Cotton futures rose over 1% on Tuesday to scale a more than two-week peak after China said it would give tariff exemptions on imports from United States to fulfill trade-deal commitments. Cotton contracts for May rose 0.73 cent, or 1.1%, to 69.14 cents per lb by 01:37 p.m. EST (1837 GMT).
Prices hit 69.72 cents/lb, a peak since January 31, earlier in the session.
China will grant exemptions on retaliatory duties imposed against 696 US goods, the most substantial tariff relief to be offered so far.
"The tariff relief for imports coming from US and cotton was included in those exemptions and we are seeing some more activity due to that," said Bailey Thomen, cotton risk management associate with INTL FCStone.
The National Cotton Council (NCC) projected 2020 US planted area of nearly 13 million acres, down 5.5% from 2019, Louis Rose, director of research and analytics at Tennessee-based Rose Commodity Group said in a note on Monday.
Cotton speculators on the Intercontinental Exchange (ICE) raised net long positions by 2,392 contracts to 14,159 in the week to February 11, data from the US Commodity Futures Trading Commission showed. Total futures market volume fell by 2,170 to 43,646 lots. Data showed total open interest remained at 211,866 contracts in the previous session. Certificated cotton stocks deliverable as of February 14 totaled 32,361 480-lb bales, up from 32,152 in the previous session.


Exercise instructions:
Only the lines holding "legend" are wanted; find them in the listing and return each one.

Supplied records:
· · · ·

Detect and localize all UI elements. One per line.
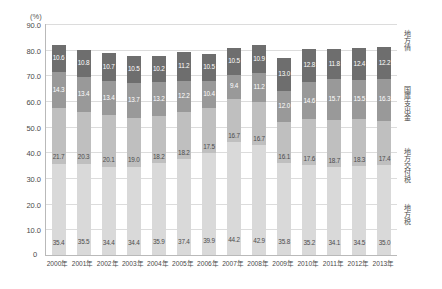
- bar-value-label: 17.4: [379, 156, 391, 162]
- bar-value-label: 15.7: [328, 96, 340, 102]
- bar-group[interactable]: 34.420.113.410.7: [102, 53, 116, 255]
- bar-segment[interactable]: 13.4: [102, 81, 116, 115]
- x-axis-tick-label: 2007年: [222, 258, 244, 268]
- bar-segment[interactable]: 11.2: [252, 73, 266, 102]
- bar-segment[interactable]: 35.9: [152, 163, 166, 255]
- bar-segment[interactable]: 11.2: [177, 52, 191, 81]
- bar-segment[interactable]: 39.9: [202, 153, 216, 255]
- bar-value-label: 14.3: [53, 87, 65, 93]
- bar-segment[interactable]: 10.5: [202, 54, 216, 81]
- bar-segment[interactable]: 10.4: [202, 81, 216, 108]
- bar-segment[interactable]: 14.6: [302, 82, 316, 119]
- bar-segment[interactable]: 17.4: [377, 121, 391, 166]
- bar-segment[interactable]: 12.0: [277, 91, 291, 122]
- bar-segment[interactable]: 34.4: [102, 167, 116, 255]
- bar-value-label: 9.4: [230, 83, 238, 89]
- bar-segment[interactable]: 16.3: [377, 79, 391, 121]
- bar-segment[interactable]: 20.1: [102, 115, 116, 167]
- bar-value-label: 10.5: [228, 58, 240, 64]
- bar-value-label: 17.6: [303, 156, 315, 162]
- legend-item-0: 地方税: [404, 204, 411, 225]
- bar-group[interactable]: 34.518.315.512.4: [352, 48, 366, 255]
- y-axis-tick-label: 20.0: [26, 200, 46, 209]
- bar-segment[interactable]: 17.6: [302, 119, 316, 164]
- bar-group[interactable]: 35.520.313.410.8: [77, 50, 91, 255]
- bar-segment[interactable]: 16.7: [252, 102, 266, 145]
- legend-item-2: 国庫支出金: [404, 86, 411, 121]
- bar-group[interactable]: 35.918.213.210.2: [152, 56, 166, 255]
- bar-segment[interactable]: 42.9: [252, 145, 266, 255]
- bar-group[interactable]: 44.216.79.410.5: [227, 48, 241, 255]
- bar-group[interactable]: 35.816.112.013.0: [277, 58, 291, 255]
- bar-segment[interactable]: 17.5: [202, 108, 216, 153]
- bar-value-label: 10.2: [153, 66, 165, 72]
- x-axis-tick-label: 2012年: [348, 258, 370, 268]
- bar-segment[interactable]: 12.2: [177, 81, 191, 112]
- bar-group[interactable]: 34.419.013.710.5: [127, 56, 141, 255]
- x-axis-tick-label: 2001年: [72, 258, 94, 268]
- x-axis-tick-label: 2004年: [147, 258, 169, 268]
- bar-segment[interactable]: 12.2: [377, 47, 391, 78]
- bar-value-label: 16.7: [228, 133, 240, 139]
- bar-segment[interactable]: 16.7: [227, 99, 241, 142]
- bar-segment[interactable]: 12.8: [302, 49, 316, 82]
- bar-segment[interactable]: 11.8: [327, 49, 341, 79]
- bar-segment[interactable]: 13.2: [152, 82, 166, 116]
- bar-segment[interactable]: 34.5: [352, 166, 366, 255]
- bar-segment[interactable]: 9.4: [227, 75, 241, 99]
- bar-group[interactable]: 34.118.715.711.8: [327, 49, 341, 255]
- bar-segment[interactable]: 16.1: [277, 122, 291, 163]
- bar-segment[interactable]: 14.3: [52, 72, 66, 109]
- bar-segment[interactable]: 10.7: [102, 53, 116, 80]
- bar-segment[interactable]: 21.7: [52, 108, 66, 164]
- bar-segment[interactable]: 37.4: [177, 159, 191, 255]
- bar-segment[interactable]: 18.3: [352, 119, 366, 166]
- bar-segment[interactable]: 10.9: [252, 45, 266, 73]
- bar-group[interactable]: 35.217.614.612.8: [302, 49, 316, 255]
- bar-segment[interactable]: 18.7: [327, 120, 341, 168]
- bar-segment[interactable]: 10.5: [127, 56, 141, 83]
- bar-segment[interactable]: 13.0: [277, 58, 291, 91]
- bar-group[interactable]: 42.916.711.210.9: [252, 45, 266, 255]
- bar-segment[interactable]: 13.4: [77, 77, 91, 111]
- bar-group[interactable]: 39.917.510.410.5: [202, 54, 216, 255]
- y-axis-tick-label: 80.0: [26, 46, 46, 55]
- bar-segment[interactable]: 35.0: [377, 165, 391, 255]
- bar-segment[interactable]: 35.4: [52, 164, 66, 255]
- bar-segment[interactable]: 15.7: [327, 79, 341, 119]
- bar-value-label: 34.1: [328, 240, 340, 246]
- bar-segment[interactable]: 18.2: [152, 116, 166, 163]
- bar-segment[interactable]: 34.1: [327, 167, 341, 255]
- bar-value-label: 20.3: [78, 154, 90, 160]
- bar-segment[interactable]: 35.2: [302, 165, 316, 255]
- bar-series-container: 35.421.714.310.635.520.313.410.834.420.1…: [46, 24, 397, 255]
- bar-segment[interactable]: 10.8: [77, 50, 91, 78]
- bar-segment[interactable]: 18.2: [177, 112, 191, 159]
- bar-group[interactable]: 35.017.416.312.2: [377, 47, 391, 255]
- bar-segment[interactable]: 12.4: [352, 48, 366, 80]
- x-axis-tick-label: 2003年: [122, 258, 144, 268]
- x-axis-tick-label: 2000年: [47, 258, 69, 268]
- bar-segment[interactable]: 35.5: [77, 164, 91, 255]
- y-axis-tick-label: 60.0: [26, 98, 46, 107]
- bar-segment[interactable]: 19.0: [127, 118, 141, 167]
- bar-segment[interactable]: 15.5: [352, 80, 366, 120]
- bar-value-label: 39.9: [203, 238, 215, 244]
- bar-value-label: 35.4: [53, 240, 65, 246]
- bar-value-label: 12.2: [379, 60, 391, 66]
- bar-segment[interactable]: 35.8: [277, 163, 291, 255]
- bar-value-label: 44.2: [228, 237, 240, 243]
- bar-segment[interactable]: 34.4: [127, 167, 141, 255]
- bar-value-label: 34.5: [354, 240, 366, 246]
- bar-segment[interactable]: 13.7: [127, 83, 141, 118]
- bar-segment[interactable]: 10.5: [227, 48, 241, 75]
- bar-segment[interactable]: 20.3: [77, 112, 91, 164]
- bar-segment[interactable]: 10.2: [152, 56, 166, 82]
- bar-value-label: 34.4: [103, 240, 115, 246]
- x-axis-tick-label: 2005年: [172, 258, 194, 268]
- bar-segment[interactable]: 44.2: [227, 142, 241, 255]
- bar-value-label: 19.0: [128, 157, 140, 163]
- bar-group[interactable]: 37.418.212.211.2: [177, 52, 191, 255]
- bar-group[interactable]: 35.421.714.310.6: [52, 45, 66, 255]
- bar-segment[interactable]: 10.6: [52, 45, 66, 72]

· · · ·

Final answer:
- legend-item-0: 地方税: [404, 204, 411, 225]
- legend-item-2: 国庫支出金: [404, 86, 411, 121]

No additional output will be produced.